Yeah. I'd agree. The wearables market will be very exciting. You know, I know that me personally, I'd love to get my hands on a consistent blood glucose monitor, but I think you need a prescription in the States. So yeah, once stuff like that becomes more available and you're able to track things like inflammation, you know, you can get notifications, whatever, being able to adjust your diet accordingly, knowing, figuring out what's activating that type of stuff. That is really exciting industry. Yeah, I agree. Okay. Dr. Nora, well, this was a super insightful and I really enjoyed this conversation and I think a lot of people are going to enjoy it. It's really exciting to hear what is on what we have in store for the future. And, uh, I'm looking forward to keeping in touch with neuritis and seeing what you guys accomplish. Absolutely. Thanks for meeting James.

Speaker 1:

If you got this far, I just want to say thank you so much for listening.

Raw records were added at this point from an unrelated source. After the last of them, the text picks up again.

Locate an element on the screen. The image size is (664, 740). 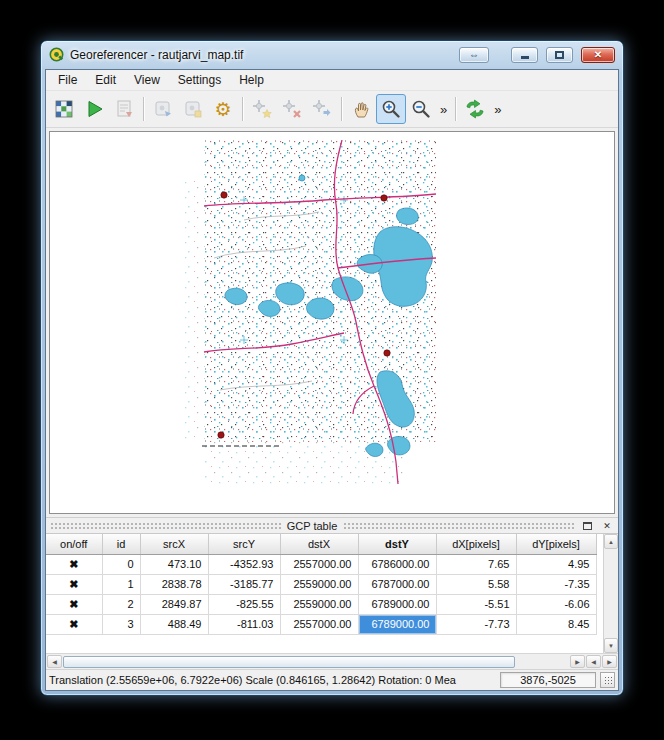
cell-dx: -7.73 is located at coordinates (476, 624).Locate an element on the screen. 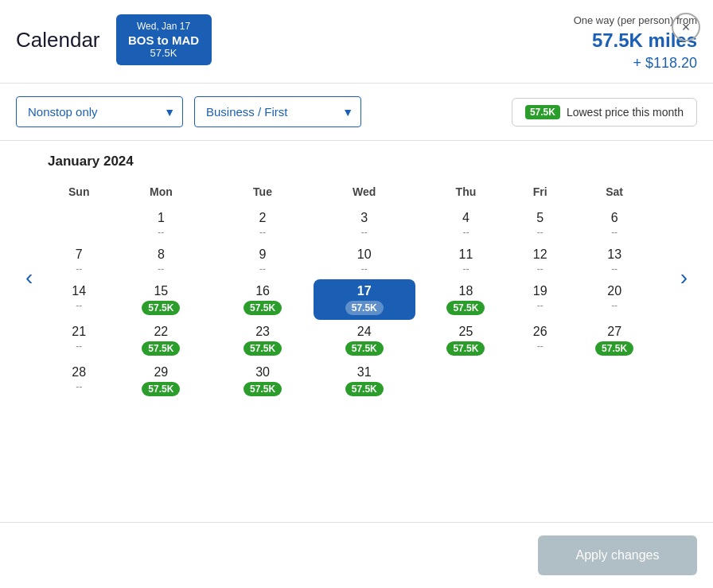  calendar-day-cell: 10-- is located at coordinates (364, 261).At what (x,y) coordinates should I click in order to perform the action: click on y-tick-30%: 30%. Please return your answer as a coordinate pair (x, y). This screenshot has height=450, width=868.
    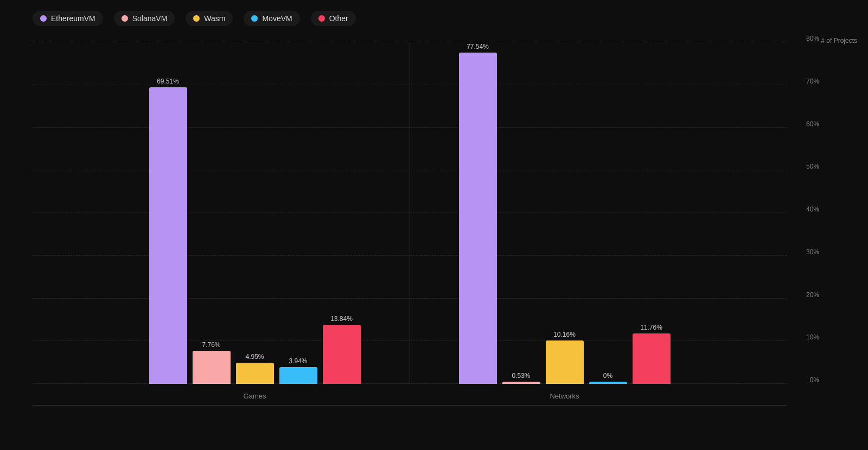
    Looking at the image, I should click on (813, 252).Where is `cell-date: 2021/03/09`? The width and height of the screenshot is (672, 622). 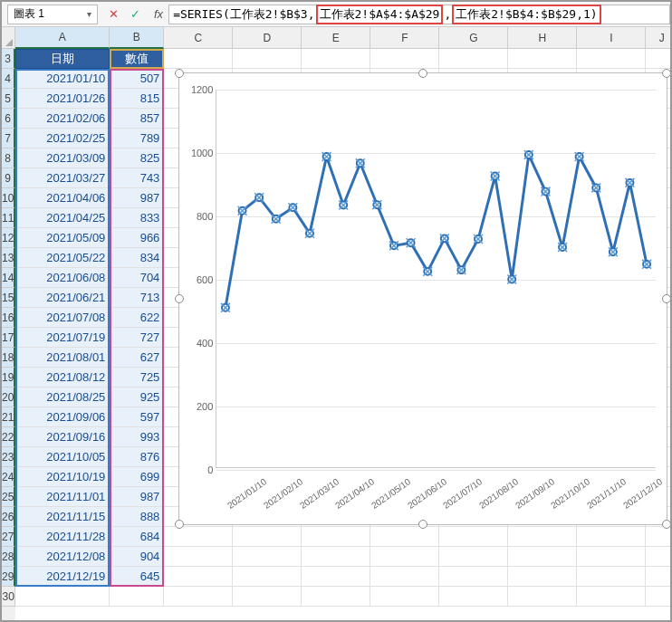
cell-date: 2021/03/09 is located at coordinates (62, 158).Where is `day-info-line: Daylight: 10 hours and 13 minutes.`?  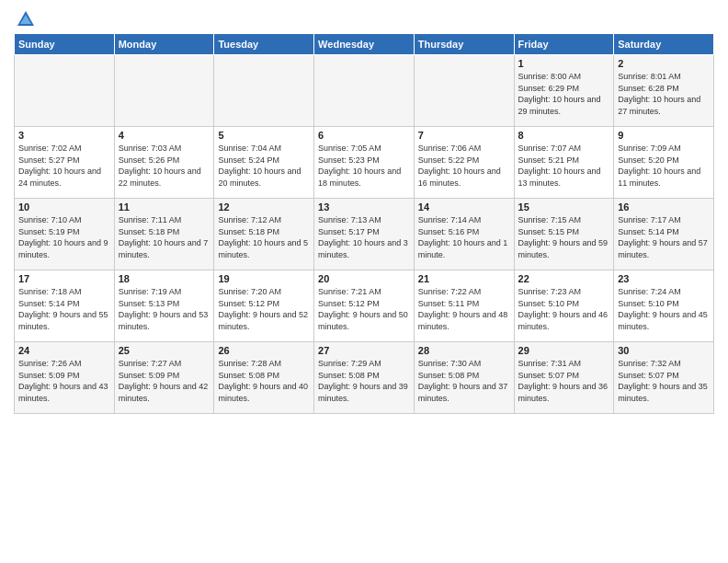 day-info-line: Daylight: 10 hours and 13 minutes. is located at coordinates (564, 177).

If this was all interesting to you, I'd love to connect on Instagram and hear your feedback. I'll also be posting clips from the latest episodes as well as anything else. I find interesting about the biotech industry. You can find me on Instagram at simple biotech. And if you're interested in the companies that I'm looking at and the companies that I'm excited about, connect with me on angel list at angel.co/james rule. That's James R U H L E. Thank you so much and be safe out there.